Social vulnerability
To be effective, early warning needs to build on a thorough understanding of how people and their livelihoods are impacted by extreme weather events. What response options do they have? How do they take decisions within their social, gender, cultural, economic, and political realities? The context in which a single mother in an informal dwelling on the outskirts of Nairobi decides how to act due to early warning information is quite different from that of a well-heeled young professional in an apartment in suburban Geneva. Understanding the multiple dimensions of vulnerability is essential.
Equity
Ensuring that everyone benefits from early warning once it reaches them, particularly the most vulnerable is a challenge. A subsistence maize farmer in the drylands of Zimbabwe can do little with an early warning of drought if seeds for more resistant crops are unaffordable. A maize farmer in the United States, in contrast, may have multiple options to choose from to reduce the impacts of drought. Issues of inequity need to be addressed to avoid only the already advantaged benefitting.
Transdisciplinary
Those that are reached by early warning will take decisions to act in advance of extreme weather by considering multiple knowledge.

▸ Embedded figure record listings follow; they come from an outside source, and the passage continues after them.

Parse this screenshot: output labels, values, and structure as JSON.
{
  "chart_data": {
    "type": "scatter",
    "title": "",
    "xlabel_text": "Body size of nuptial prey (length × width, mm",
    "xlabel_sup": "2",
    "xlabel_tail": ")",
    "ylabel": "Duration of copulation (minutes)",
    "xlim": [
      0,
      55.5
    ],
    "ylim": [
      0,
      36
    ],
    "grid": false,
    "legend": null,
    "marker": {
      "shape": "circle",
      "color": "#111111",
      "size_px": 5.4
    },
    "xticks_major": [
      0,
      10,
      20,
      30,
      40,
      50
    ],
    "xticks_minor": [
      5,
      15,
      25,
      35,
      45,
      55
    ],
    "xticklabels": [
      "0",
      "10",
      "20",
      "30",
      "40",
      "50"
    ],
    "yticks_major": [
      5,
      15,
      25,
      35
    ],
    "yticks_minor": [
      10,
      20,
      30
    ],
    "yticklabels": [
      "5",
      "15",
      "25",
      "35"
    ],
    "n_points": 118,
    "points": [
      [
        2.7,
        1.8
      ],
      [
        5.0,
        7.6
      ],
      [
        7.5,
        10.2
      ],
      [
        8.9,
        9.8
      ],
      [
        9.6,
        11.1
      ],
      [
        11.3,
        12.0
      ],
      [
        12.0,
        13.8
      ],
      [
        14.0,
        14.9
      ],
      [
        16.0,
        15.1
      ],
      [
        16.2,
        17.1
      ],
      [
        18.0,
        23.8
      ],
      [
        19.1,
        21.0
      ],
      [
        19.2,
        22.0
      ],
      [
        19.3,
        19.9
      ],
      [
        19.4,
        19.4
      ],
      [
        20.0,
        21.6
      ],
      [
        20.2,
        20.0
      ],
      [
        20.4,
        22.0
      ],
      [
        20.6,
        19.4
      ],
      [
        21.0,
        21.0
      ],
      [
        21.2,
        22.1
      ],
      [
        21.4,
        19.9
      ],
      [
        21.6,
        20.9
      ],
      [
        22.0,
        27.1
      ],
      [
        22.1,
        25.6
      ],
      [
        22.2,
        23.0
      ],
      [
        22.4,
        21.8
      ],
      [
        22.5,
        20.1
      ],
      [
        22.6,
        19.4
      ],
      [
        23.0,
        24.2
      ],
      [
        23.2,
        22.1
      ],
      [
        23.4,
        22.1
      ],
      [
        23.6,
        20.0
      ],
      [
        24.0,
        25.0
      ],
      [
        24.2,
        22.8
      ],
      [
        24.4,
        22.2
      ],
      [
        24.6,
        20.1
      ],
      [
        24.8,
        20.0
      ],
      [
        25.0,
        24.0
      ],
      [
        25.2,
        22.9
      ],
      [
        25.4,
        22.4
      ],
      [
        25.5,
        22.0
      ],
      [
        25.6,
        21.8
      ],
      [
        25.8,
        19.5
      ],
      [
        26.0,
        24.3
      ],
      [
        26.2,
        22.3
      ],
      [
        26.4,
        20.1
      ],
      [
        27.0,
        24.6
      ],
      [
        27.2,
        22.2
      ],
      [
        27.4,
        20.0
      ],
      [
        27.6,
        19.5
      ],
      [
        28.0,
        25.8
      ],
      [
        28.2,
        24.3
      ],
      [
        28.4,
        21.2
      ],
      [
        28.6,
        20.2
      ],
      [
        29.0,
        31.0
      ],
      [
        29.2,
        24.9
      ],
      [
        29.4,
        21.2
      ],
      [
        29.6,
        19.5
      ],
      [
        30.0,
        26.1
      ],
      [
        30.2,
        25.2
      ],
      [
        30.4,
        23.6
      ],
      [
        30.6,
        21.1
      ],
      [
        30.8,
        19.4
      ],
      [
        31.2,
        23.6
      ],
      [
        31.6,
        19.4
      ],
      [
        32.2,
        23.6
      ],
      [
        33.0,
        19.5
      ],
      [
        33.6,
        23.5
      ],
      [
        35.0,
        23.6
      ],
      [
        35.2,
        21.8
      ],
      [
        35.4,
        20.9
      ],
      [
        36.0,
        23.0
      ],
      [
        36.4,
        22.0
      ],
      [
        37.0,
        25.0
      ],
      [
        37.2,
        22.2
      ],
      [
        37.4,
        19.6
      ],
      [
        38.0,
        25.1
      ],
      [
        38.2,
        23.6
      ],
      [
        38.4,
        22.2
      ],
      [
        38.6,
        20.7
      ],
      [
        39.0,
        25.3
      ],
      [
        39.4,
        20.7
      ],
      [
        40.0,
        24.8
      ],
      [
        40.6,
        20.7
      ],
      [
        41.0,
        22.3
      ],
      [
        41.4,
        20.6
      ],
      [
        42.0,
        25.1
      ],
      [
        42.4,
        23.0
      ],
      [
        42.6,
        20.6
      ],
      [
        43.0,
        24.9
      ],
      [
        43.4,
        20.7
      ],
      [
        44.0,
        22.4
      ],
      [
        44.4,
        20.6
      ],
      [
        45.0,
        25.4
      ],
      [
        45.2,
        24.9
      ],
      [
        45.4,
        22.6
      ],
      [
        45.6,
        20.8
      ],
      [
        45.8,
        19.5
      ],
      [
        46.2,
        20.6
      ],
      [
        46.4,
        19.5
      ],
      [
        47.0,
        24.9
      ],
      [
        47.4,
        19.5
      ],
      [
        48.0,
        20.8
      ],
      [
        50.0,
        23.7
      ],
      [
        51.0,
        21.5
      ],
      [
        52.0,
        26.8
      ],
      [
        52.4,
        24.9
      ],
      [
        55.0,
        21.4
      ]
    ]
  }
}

These include the scientific knowledge provided by early warnings, but also their own local and indigenous knowledge, as well as their perceptions and beliefs. Early warning research and practice need to bring together expertise from social and climate sciences to co-create with users early warning systems that acknowledge this multiple knowledge. Ongoing research efforts are addressing this significant challenge, for example, the European I-CISK project, which aims to innovate climate information services by integrating scientific and local knowledge. More is, however, needed to ensure that the early warnings this plan develop not only reach everyone but that these are really used by everyone to reduce the impacts extreme weather has on them.